There are three popular dining spots dug directly into the hill: Flavio al Velavevodetto, which has in the walls glass panels that allow diners to view the strata of terra cotta fragments; Checchino Dal 1887 with a wine cellar carved out of the layers of cocci; Ar Mont Testaccio, also located amid the shards deep inside this “hill of broken pottery”.
This enchanting little corner of Rome Eternal is bordered by the Tiber, Piazza dell’Emporio, Via Marmorata, the Gate of St. Paul, the Pyramid of Gaius Cestius, the avenue of Campo Boario, and the English Cemetery where repose the mortal remains of the poets Keats and Shelley, the artist Joseph Severn, and other luminaries of the English colony of the city. From the 1700s the Brits have been coming eagerly to Rome, their Baedeckers in hand, by the tens of thousands – some to visit, or some to stay.

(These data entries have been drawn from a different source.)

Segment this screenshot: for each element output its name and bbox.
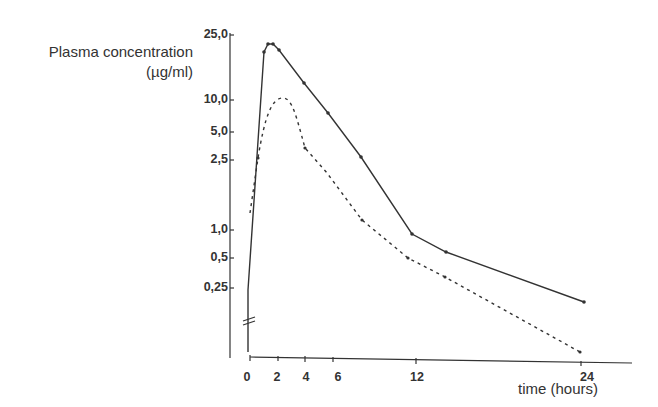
y-axis-unit: (µg/ml) bbox=[33, 63, 193, 80]
y-tick-label: 1,0 bbox=[178, 222, 228, 236]
y-axis-ticks bbox=[230, 35, 234, 288]
y-tick-label: 10,0 bbox=[178, 92, 228, 106]
x-tick-label: 2 bbox=[262, 370, 292, 384]
x-axis-ticks bbox=[250, 355, 581, 366]
series-dashed-line bbox=[250, 98, 580, 352]
y-tick-label: 25,0 bbox=[178, 27, 228, 41]
y-tick-label: 5,0 bbox=[178, 124, 228, 138]
axis-break-icon bbox=[243, 317, 255, 325]
pharmacokinetic-chart bbox=[0, 0, 658, 407]
x-axis-title: time (hours) bbox=[518, 380, 598, 397]
series-dashed-markers bbox=[256, 146, 581, 353]
y-tick-label: 0,25 bbox=[178, 280, 228, 294]
series-solid-markers bbox=[262, 42, 586, 304]
y-axis-title: Plasma concentration bbox=[33, 43, 193, 60]
x-tick-label: 12 bbox=[402, 370, 432, 384]
x-tick-label: 0 bbox=[232, 370, 262, 384]
x-tick-label: 4 bbox=[291, 370, 321, 384]
series-solid-line bbox=[248, 44, 584, 352]
y-tick-label: 2,5 bbox=[178, 152, 228, 166]
x-axis bbox=[250, 357, 632, 363]
x-tick-label: 6 bbox=[323, 370, 353, 384]
y-tick-label: 0,5 bbox=[178, 250, 228, 264]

From 1905 throughout the Twentieth century Testaccio was also popular with the local gentry and their guests for its open-air market, vending a myriad of wares, from fresh produce to the latest trendiest running footwear, and much in between. A few years ago, sadly, this large gem closed its stalls forever. But it was happily replaced by a brand-new attractive piazza ideal for strollers and sitters, and featuring lovely shade trees, comfortable benches, and a centerpiece splashing fountain with the name:…. La Fontana delle Anfore. (But of course.)
The Testaccini, as the locals refer to themselves, are warm and cordial and welcoming. One famous native Testaccino, the late Giovanni Malizia, mentioned and cited at the start of this essay, was an authority on the charms of Rome. He perhaps summed it all up most succinctly with verse,
In the Roman dialect:
“Da ogni coccio der Monte senti ancora la storia de Testaccio de na vorta…”
“From every potsherd of the Hill you still hear the history of Testaccio from back in the day…”
………………..
Note: One can visit the hill only in a guided tour, with a limit of 30 people, by calling the Turismo Roma office at 011-39-060608 or through their website. This should be done well in advance, for admission is extremely limited.